Because the packages are large, there may be warpage and restricted mechanical compression points for actuating the device-under-test (DUT) connections in the socket. Exercising processors and memories inside the same package under extreme test conditions, there are inevitable hot spots that must be managed to prevent damage to the device.
To provide a durable automated system-level tester with high availability in manufacturing, the customer test content must be tightly integrated with socket actuation and thermal control, along with power management and test sequencing.
Compounding the complexity of test content development is how many parties may be involved in optimizing the SLT insertion. Vendors of SLT equipment, sockets, and design and test IP must collaborate with the silicon designer/integrator, custom ASIC end-user, outsourced semiconductor assembly and test providers (OSATs), board designers, and even customers—for example, manufacturers of data centers, computer vendors and cellphone devices—to make sure the test station represents the real-world application it’s intended to test.
As the demand for processing power increases, chip designs have evolved to meet market requirements. This increase in processing power results in higher energy consumption and heat generation. So, test time for a typical SLT insertion can be a half hour or more, requiring many test stations to meet the monthly volume demands.
The buildings built to test the parts must have special facilities for electrical power and thermal control. Therefore, these test facilities aim to maximize their investment by testing as many devices in the smallest floor space as possible. However, the devices and their test application boards are getting bigger and consume more power.

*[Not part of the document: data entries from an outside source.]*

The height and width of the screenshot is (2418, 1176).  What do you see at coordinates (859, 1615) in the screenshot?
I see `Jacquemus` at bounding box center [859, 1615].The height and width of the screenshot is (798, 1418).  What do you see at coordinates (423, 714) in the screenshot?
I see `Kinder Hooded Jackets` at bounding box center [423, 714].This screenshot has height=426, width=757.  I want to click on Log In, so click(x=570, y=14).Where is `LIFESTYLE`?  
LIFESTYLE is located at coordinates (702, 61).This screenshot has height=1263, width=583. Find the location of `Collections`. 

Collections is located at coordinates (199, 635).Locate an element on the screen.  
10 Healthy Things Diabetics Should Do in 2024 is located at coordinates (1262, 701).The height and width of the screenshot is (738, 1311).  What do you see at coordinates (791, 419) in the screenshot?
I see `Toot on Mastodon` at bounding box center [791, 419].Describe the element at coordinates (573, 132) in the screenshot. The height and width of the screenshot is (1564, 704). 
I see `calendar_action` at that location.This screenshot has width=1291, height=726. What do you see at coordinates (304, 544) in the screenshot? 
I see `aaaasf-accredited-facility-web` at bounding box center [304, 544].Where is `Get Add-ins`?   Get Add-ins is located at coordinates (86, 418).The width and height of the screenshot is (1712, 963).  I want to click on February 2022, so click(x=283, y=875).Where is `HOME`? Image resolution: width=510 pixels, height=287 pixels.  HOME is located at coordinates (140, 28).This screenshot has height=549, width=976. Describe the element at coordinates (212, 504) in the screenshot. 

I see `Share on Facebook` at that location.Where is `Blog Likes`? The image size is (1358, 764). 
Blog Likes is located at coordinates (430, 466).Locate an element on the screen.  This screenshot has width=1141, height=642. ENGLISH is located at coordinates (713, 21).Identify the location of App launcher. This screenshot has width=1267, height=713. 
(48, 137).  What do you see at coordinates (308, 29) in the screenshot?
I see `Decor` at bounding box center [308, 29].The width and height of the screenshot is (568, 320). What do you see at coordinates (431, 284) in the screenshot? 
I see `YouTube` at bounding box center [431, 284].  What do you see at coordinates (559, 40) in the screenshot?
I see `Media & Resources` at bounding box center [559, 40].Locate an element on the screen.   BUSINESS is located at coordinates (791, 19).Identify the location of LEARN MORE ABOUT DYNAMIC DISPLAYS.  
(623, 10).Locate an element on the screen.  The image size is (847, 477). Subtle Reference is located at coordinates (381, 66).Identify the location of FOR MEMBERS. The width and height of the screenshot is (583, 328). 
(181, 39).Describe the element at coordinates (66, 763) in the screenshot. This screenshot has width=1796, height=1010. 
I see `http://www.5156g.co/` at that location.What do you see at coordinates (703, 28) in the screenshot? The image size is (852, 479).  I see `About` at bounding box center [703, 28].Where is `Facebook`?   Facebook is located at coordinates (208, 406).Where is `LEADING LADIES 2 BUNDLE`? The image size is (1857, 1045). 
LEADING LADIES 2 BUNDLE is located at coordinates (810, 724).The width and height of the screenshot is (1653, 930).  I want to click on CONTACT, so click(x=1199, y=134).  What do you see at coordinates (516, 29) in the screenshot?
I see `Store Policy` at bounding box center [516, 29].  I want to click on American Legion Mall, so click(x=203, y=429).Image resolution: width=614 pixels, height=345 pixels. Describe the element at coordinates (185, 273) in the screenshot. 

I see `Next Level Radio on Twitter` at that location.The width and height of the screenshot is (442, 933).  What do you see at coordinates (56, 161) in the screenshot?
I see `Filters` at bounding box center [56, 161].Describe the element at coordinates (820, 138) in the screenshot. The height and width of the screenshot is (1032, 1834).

Emerging developments in chip testing
Chip designers and EDA vendors have developed and introduced new DFT techniques that allow structural test content to be delivered as packetized data over standard high-speed serial ports like USB and PCIe. During SLT, these ports must be enumerated at the application level so that the port operates as intended.
Once this connection is made, the test program can switch into a test mode using a small number of high-speed pins to run structural test patterns or other built-in self-test functions. Once these serial data ports are working, the test content can be reused and correlated either to ATE with similar test stations (such as Link Scale) or post-silicon validation test stations (such as SiConic) to improve time to market and reuse.
Managing the heat dissipation of these high-power devices under extreme workload is a ubiquitous problem being addressed at the engineering, bench, ATE and SLT test insertions, and even in data-center-wide operation. Air, liquid, and refrigerants are all utilized, with an eye on environmental sustainability. Production test handlers have the added challenge of cycling heat and mechanical engagement multiple times per day.
The use of AI and machine learning (ML) is also being applied to semiconductor testing. Sharing the test result data between different test insertions, including ATE, burn-in, and SLT, feeds into AI and ML tools to improve yield, accelerate test-program development, and optimize test times.
Looking ahead
As semiconductor manufacturing becomes more complex, SLT will continue to grow in importance. For it to be truly effective, companies must integrate it into their overall testing strategy rather than treating it as a separate, isolated step. And the next generation of system-level testers must focus on addressing the challenges cited above. Success will require collaboration across design, test, and high-volume manufacturing teams, as well as a willingness to rethink traditional approaches to validation.
In an era defined by multi-chip packages, heterogeneous integration, and ever-tightening performance demands, SLT will remain a crucial tool for ensuring that cutting-edge chips perform as expected in real-world applications.
Davette Berry is senior director of Customer Programs & Business Development at Advantest.